The life and death of the 'Monster of the Miramichi'
CBC
A book author and former journalist says notorious serial killer Allan Legere was raised in a situation where it was hard to be surprised that he became psychopathic.
“His mother was rough and ready, he grew up rough and ready," said Rick MacLean. "He learned to fight early on, because that's what his life required.”
Legere died on Monday while serving a life sentence at the Edmonton Institution in Alberta, Correctional Service Canada confirmed in a news release.
Legere has been called the "Monster of the Miramichi” for the crimes he committed in the area in the 1980s, including murder, rape and arson. He had been in prison for the murder of shopkeeper John Glendenning and the beating of Glendenning's wife, Mary, but escaped May 3, 1989, while being escorted to a medical appointment in Moncton, about 120 kilometres south of the Miramichi region.
During his 201 days as a fugitive, Legere brutally murdered four more people in three separate attacks.
MacLean was the editor of the Miramichi Leader at the time and co-authored the books, Terror: Murder and Panic in New Brunswick and Terror’s End: Allan Legere on Trial.
MacLean said one of his co-authors on the second book, former CBC journalist Shaun Waters, dug up a black and white photo of Legere as a child.
Waters, who covered Legere on trial, said the photo depicted young Legere with his chest stuck out like a bantam rooster.
“He would have his chest stuck out as he marched around as a child, and it's kind of a lasting image for anybody who knew him as a child, who spoke with us,” Waters recalled. “I don't know what that says about his personality, but he was someone who did create a lot of tension, you might say, fear.”
MacLean said Legere grew up in Miramichi, which was a collection of communities at the time, including Chatham and Newcastle.
Directly across from Newcastle, MacLean said, was Chatham Head, where down near the river was a community called Verdun.
It was considered "the roughest part of town,” MacLean said. “That's where he was.”
A Parole Board of Canada decision from December, which denied Legere release from prison, detailed his criminal history and background.
It says Legere’s criminal record began in 1964, including several convictions related to property crimes, provincial incarceration and a past federal sentence.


- **What the task requires**: Find and copy the lines in the records beneath this task that contain the word "Asia".

--- START ---

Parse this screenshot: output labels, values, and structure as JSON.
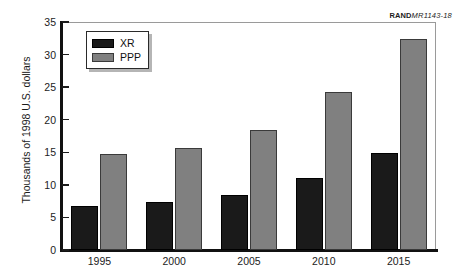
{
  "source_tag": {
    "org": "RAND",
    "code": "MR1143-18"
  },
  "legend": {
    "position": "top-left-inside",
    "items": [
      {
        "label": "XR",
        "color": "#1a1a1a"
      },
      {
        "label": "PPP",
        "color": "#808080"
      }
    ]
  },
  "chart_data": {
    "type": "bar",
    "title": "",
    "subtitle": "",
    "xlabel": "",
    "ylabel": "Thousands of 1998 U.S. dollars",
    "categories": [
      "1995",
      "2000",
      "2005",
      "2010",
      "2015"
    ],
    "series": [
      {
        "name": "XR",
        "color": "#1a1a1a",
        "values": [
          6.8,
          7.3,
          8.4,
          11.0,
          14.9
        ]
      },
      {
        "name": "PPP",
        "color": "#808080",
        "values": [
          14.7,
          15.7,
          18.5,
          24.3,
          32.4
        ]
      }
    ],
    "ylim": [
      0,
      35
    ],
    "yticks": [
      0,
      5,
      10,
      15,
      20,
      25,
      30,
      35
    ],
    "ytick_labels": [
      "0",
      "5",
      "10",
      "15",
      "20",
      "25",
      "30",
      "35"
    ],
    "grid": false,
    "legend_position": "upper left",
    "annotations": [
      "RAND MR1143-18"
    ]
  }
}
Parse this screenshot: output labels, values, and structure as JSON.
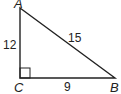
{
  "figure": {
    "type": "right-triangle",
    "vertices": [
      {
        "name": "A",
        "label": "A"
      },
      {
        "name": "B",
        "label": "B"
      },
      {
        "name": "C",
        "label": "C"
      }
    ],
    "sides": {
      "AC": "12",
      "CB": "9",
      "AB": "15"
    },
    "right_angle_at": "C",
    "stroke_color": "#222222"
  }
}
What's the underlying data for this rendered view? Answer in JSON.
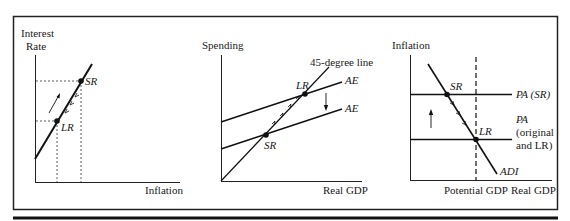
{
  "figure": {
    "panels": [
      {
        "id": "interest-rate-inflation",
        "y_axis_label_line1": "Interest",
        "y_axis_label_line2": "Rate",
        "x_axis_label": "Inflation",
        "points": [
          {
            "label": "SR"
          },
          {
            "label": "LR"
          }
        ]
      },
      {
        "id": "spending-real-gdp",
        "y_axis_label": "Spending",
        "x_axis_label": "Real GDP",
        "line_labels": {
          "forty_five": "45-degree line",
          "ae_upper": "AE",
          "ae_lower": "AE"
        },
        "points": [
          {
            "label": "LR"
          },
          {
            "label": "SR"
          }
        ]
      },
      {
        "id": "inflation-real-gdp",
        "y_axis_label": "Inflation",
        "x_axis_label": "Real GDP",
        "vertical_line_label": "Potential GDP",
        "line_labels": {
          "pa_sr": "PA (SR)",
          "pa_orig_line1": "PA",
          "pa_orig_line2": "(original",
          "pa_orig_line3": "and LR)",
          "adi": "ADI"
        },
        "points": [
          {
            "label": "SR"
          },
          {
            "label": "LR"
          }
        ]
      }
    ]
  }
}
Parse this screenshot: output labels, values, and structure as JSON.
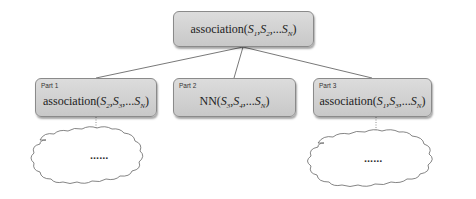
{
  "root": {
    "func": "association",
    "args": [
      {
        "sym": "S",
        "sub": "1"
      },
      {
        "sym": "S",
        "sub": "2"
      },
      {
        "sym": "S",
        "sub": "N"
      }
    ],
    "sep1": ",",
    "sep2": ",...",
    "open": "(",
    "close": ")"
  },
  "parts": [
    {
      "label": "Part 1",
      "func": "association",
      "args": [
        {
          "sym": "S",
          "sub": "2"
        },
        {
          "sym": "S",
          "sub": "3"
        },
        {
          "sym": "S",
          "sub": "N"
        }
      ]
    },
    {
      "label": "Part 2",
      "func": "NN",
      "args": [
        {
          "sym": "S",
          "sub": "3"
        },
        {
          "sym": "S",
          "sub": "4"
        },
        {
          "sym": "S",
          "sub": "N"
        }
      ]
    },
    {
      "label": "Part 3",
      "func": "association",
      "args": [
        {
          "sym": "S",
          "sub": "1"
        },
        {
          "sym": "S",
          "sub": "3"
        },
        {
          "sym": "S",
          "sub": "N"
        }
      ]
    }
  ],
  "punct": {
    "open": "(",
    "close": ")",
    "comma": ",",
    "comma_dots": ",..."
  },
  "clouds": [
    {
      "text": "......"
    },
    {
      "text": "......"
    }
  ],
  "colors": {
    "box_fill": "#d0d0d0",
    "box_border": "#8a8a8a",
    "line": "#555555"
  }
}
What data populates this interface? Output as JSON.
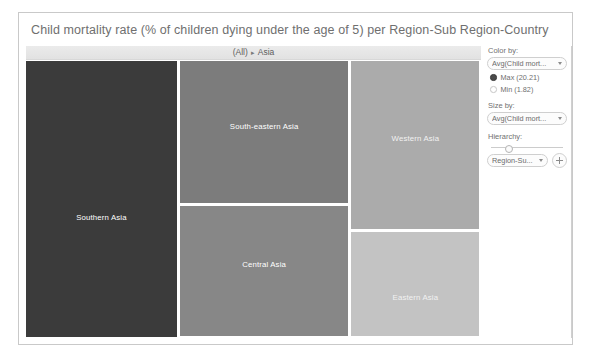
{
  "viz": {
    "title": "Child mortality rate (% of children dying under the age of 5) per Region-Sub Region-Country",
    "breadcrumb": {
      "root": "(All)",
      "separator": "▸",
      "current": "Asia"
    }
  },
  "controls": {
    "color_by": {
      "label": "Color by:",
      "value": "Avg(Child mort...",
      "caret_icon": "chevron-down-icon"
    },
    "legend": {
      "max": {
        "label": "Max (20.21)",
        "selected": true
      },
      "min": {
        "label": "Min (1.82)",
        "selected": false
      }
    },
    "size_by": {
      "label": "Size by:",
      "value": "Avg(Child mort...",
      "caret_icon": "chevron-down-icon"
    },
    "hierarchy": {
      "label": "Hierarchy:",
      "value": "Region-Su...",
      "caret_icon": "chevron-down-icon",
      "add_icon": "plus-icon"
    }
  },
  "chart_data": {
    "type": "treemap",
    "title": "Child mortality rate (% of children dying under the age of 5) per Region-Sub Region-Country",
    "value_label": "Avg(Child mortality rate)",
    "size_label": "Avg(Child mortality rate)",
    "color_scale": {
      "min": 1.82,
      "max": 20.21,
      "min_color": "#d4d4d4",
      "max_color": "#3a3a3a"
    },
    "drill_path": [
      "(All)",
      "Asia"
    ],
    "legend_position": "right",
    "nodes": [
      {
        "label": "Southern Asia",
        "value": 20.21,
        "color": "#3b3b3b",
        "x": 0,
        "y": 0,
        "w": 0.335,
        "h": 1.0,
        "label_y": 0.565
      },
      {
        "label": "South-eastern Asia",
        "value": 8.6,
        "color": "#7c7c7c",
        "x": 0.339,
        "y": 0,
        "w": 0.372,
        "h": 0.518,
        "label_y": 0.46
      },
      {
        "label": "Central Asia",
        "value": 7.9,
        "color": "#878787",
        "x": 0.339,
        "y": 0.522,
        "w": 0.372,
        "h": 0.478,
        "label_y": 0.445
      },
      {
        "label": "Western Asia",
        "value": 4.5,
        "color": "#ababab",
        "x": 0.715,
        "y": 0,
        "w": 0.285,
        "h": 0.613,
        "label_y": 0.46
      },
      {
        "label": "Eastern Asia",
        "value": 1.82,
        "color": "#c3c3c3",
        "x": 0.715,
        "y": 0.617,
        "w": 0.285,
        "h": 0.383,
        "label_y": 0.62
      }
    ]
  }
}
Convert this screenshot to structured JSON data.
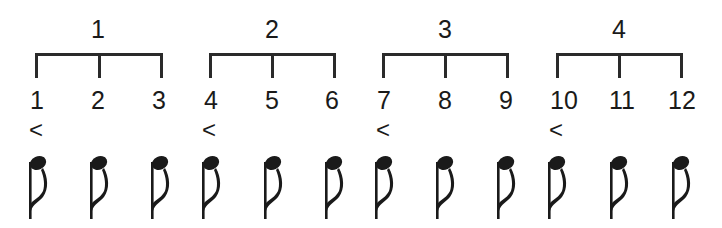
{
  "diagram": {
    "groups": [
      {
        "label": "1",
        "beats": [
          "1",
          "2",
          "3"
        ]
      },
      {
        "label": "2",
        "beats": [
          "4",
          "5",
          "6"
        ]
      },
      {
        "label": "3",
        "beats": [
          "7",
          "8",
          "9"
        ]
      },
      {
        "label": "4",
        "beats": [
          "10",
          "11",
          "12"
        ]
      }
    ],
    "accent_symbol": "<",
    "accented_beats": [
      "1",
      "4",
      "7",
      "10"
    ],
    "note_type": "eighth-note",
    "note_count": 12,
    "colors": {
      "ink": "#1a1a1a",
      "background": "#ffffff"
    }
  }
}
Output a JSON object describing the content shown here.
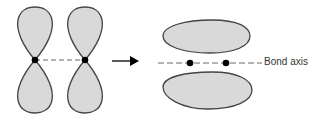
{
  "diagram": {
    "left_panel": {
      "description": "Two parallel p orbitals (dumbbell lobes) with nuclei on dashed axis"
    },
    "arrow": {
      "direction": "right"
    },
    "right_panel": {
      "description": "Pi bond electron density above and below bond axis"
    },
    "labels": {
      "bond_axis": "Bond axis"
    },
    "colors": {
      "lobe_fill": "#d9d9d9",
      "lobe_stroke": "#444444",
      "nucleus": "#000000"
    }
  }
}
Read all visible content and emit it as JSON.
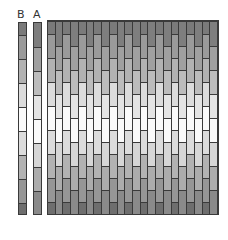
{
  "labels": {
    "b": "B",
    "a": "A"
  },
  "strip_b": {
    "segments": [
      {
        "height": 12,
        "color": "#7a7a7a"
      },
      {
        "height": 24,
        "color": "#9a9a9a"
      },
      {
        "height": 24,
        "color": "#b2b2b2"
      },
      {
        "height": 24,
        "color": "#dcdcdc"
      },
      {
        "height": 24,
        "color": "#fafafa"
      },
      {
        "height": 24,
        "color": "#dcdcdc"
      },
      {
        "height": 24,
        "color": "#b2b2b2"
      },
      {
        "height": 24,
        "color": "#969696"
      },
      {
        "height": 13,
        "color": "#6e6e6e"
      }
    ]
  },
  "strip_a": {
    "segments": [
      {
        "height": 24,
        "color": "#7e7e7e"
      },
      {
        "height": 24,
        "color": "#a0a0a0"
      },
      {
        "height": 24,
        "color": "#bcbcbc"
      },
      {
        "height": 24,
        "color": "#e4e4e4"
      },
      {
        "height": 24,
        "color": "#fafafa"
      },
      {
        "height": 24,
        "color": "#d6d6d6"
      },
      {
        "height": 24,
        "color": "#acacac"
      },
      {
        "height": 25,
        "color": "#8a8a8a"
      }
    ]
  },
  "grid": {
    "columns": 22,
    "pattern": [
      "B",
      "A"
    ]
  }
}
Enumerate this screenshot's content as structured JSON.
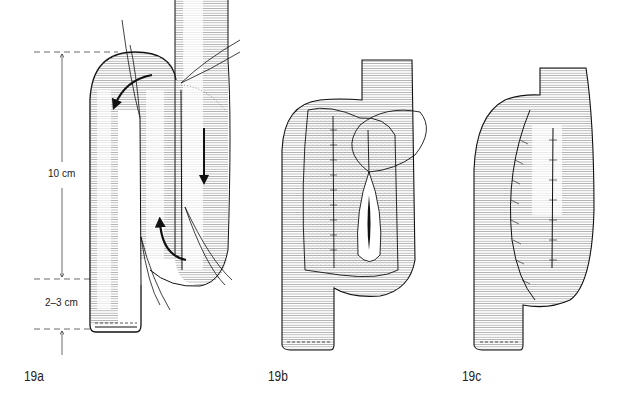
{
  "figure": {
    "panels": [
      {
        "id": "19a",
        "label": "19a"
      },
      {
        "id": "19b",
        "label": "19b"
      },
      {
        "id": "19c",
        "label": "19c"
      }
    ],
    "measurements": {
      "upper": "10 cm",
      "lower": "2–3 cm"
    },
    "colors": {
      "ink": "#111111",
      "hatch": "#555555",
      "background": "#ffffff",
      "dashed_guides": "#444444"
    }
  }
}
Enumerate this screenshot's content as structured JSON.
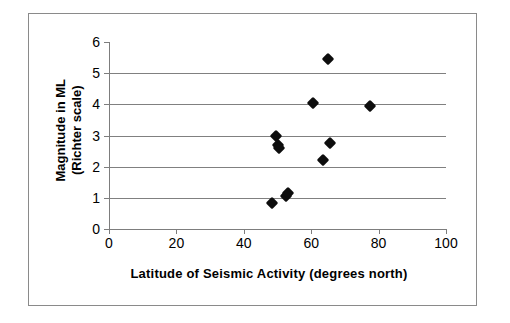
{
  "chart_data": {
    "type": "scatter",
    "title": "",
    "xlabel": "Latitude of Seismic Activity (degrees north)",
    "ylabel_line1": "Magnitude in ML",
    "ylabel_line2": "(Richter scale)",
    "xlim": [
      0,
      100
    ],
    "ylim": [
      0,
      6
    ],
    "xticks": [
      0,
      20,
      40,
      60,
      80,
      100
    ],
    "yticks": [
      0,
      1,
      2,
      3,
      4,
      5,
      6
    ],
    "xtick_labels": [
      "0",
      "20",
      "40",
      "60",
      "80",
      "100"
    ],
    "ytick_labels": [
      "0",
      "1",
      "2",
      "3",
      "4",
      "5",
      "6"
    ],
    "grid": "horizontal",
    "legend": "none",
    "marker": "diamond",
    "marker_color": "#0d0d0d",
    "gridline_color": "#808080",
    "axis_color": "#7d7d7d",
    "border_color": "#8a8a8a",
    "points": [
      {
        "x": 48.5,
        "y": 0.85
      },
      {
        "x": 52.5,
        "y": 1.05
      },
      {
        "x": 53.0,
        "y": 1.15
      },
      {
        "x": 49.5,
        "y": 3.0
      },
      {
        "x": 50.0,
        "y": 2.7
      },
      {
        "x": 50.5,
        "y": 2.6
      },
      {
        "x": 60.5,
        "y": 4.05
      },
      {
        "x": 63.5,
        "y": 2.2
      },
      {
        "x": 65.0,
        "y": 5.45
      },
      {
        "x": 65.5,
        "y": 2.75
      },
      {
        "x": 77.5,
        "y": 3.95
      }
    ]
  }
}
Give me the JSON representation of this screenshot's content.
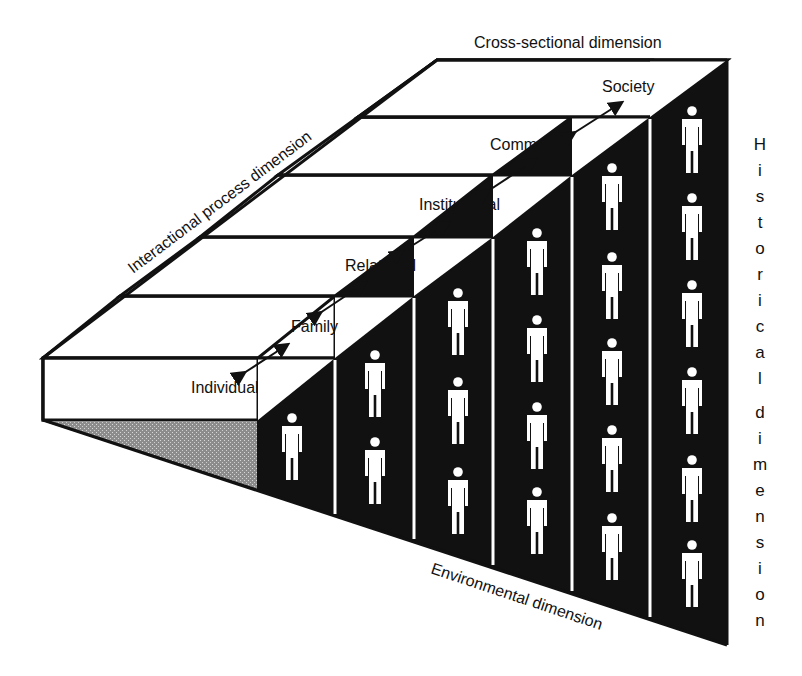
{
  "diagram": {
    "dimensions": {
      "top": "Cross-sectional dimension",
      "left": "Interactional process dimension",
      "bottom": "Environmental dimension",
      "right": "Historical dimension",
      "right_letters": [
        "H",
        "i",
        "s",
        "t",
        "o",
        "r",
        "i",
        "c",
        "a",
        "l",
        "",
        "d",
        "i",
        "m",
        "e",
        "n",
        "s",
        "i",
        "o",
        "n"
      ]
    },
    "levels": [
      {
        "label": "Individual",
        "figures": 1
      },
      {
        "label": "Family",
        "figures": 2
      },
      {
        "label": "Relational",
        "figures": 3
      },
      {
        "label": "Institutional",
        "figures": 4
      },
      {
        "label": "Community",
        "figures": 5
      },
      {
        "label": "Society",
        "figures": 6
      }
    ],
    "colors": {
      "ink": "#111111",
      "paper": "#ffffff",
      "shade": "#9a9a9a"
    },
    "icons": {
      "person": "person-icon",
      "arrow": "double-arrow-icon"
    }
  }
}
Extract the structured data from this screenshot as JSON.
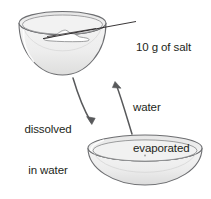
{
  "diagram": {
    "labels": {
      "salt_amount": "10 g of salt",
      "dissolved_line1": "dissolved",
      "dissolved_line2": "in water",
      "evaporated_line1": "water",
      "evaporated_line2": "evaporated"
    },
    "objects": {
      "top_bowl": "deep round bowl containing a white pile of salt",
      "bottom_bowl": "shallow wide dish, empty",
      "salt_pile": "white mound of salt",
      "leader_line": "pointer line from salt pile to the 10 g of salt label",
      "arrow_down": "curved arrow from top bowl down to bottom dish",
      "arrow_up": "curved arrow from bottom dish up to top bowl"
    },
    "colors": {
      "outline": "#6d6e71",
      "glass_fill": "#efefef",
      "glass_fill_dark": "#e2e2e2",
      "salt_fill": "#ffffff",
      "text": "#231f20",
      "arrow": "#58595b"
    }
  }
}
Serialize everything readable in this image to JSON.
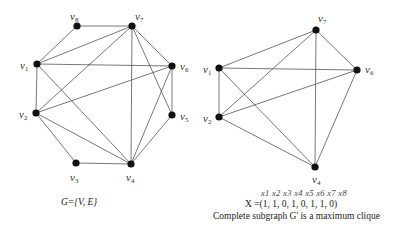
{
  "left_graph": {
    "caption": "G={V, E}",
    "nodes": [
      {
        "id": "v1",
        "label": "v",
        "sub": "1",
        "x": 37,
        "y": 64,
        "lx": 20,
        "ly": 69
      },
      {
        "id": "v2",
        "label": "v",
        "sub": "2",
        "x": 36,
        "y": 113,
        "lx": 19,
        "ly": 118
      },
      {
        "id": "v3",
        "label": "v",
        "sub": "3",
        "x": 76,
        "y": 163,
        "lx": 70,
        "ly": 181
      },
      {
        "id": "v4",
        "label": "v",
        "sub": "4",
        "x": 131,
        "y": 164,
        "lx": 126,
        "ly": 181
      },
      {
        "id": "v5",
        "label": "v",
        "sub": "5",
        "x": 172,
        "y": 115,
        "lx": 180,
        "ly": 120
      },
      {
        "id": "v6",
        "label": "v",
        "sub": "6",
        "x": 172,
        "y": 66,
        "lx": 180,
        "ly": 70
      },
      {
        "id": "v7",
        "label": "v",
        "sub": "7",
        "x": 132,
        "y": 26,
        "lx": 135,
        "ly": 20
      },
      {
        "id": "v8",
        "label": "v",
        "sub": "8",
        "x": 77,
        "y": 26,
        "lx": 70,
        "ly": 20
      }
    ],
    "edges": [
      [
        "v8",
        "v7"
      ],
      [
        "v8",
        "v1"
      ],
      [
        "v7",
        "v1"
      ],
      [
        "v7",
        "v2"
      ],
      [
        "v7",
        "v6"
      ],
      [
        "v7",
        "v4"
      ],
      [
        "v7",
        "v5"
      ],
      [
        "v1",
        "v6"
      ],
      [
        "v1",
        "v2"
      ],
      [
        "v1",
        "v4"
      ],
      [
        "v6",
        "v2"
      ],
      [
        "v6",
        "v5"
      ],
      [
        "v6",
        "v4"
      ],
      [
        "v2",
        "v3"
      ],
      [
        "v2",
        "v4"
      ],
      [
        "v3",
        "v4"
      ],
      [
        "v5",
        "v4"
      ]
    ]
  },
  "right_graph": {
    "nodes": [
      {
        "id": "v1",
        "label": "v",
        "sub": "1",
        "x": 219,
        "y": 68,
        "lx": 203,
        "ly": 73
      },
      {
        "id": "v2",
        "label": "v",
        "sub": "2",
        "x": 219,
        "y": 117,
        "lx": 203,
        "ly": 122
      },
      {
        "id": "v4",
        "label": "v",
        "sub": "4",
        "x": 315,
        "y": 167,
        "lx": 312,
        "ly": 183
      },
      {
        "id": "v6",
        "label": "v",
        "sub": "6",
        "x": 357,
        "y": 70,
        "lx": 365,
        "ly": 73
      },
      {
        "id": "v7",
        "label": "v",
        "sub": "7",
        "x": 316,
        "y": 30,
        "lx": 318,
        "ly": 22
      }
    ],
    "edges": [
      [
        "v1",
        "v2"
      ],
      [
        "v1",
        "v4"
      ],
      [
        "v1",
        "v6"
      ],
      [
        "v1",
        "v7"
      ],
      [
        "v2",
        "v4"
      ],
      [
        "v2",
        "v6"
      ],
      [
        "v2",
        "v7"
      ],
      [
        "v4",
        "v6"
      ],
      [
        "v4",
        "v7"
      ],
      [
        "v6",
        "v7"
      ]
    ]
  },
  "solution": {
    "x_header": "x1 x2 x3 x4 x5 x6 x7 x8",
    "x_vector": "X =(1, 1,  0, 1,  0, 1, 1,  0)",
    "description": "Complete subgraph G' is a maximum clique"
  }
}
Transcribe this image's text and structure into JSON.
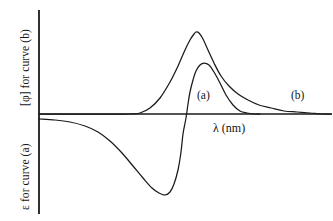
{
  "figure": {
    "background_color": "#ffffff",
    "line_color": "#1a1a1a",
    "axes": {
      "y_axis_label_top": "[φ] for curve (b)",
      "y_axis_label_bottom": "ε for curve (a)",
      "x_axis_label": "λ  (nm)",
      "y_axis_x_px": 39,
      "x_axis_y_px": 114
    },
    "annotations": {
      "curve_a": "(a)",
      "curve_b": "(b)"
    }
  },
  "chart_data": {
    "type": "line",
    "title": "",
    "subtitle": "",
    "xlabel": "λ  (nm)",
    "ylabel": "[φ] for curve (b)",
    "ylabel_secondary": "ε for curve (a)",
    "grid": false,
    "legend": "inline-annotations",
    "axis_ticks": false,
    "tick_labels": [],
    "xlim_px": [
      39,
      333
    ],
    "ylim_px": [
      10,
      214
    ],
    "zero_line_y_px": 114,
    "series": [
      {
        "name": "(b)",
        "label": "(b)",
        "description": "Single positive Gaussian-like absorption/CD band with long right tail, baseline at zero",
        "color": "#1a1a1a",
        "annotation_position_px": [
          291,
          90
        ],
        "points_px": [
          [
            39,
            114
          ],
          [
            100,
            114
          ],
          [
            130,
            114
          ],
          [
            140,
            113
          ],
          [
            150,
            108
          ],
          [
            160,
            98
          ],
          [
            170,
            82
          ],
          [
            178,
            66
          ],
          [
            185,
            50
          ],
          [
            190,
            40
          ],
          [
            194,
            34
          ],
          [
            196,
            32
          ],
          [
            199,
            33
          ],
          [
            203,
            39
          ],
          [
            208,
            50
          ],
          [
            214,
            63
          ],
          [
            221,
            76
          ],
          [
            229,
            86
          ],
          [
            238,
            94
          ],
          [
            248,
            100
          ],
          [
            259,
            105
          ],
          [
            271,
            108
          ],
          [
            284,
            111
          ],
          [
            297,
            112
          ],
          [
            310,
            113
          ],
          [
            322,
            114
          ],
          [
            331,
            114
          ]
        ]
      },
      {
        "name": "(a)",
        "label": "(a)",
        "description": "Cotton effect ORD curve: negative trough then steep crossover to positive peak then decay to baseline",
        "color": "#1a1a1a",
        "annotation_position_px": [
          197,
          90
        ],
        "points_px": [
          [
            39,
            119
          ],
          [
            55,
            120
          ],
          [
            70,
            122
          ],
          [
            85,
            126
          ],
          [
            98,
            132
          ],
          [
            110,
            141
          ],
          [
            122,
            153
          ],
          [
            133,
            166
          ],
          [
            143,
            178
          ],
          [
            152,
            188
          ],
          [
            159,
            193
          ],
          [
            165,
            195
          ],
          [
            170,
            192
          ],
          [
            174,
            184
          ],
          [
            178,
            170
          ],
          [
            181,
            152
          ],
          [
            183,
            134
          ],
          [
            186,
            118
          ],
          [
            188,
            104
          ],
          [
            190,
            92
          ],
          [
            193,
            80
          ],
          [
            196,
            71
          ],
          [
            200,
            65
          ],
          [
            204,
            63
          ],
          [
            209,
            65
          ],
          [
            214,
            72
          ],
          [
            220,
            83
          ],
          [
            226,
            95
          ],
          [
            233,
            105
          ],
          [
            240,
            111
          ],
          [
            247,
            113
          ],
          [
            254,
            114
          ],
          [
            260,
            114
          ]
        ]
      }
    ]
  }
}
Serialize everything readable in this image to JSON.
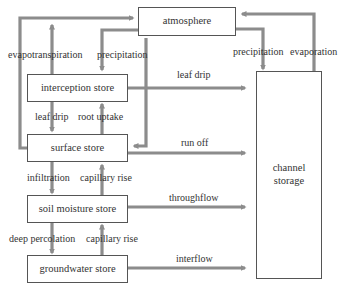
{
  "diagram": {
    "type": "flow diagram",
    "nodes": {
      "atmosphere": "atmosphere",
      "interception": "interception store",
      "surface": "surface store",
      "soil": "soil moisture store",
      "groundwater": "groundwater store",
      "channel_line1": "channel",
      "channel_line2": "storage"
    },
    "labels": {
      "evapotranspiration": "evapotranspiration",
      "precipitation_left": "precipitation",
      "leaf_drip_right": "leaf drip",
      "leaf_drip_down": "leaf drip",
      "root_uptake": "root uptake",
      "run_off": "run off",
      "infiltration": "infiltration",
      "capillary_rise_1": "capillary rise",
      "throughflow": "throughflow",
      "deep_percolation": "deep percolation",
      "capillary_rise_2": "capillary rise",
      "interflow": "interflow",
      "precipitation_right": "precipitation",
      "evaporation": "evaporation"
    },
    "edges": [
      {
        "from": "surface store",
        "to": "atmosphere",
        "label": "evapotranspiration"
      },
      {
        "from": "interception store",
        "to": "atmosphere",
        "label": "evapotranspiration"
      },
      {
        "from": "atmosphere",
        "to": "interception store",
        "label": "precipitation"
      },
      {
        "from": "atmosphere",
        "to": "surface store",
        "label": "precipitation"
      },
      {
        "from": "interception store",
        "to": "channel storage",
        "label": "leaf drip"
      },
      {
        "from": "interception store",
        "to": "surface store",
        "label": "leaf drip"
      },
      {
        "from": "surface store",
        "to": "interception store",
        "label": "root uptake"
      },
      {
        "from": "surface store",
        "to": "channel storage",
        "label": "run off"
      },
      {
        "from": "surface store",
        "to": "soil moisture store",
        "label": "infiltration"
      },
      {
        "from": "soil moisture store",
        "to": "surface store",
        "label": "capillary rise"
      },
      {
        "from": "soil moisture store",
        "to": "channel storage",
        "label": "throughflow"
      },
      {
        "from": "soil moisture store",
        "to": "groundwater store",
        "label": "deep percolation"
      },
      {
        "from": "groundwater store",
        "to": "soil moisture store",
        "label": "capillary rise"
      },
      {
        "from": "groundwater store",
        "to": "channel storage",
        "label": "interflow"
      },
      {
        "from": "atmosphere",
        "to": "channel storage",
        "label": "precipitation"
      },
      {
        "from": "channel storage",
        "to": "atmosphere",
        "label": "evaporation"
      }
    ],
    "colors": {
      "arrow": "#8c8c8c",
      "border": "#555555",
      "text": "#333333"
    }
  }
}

--- END ---

- **Response to this exercise**:
      "current": "Asia"
      "Asia"
        "label": "Southern Asia",
        "label": "South-eastern Asia",
        "label": "Central Asia",
        "label": "Western Asia",
        "label": "Eastern Asia",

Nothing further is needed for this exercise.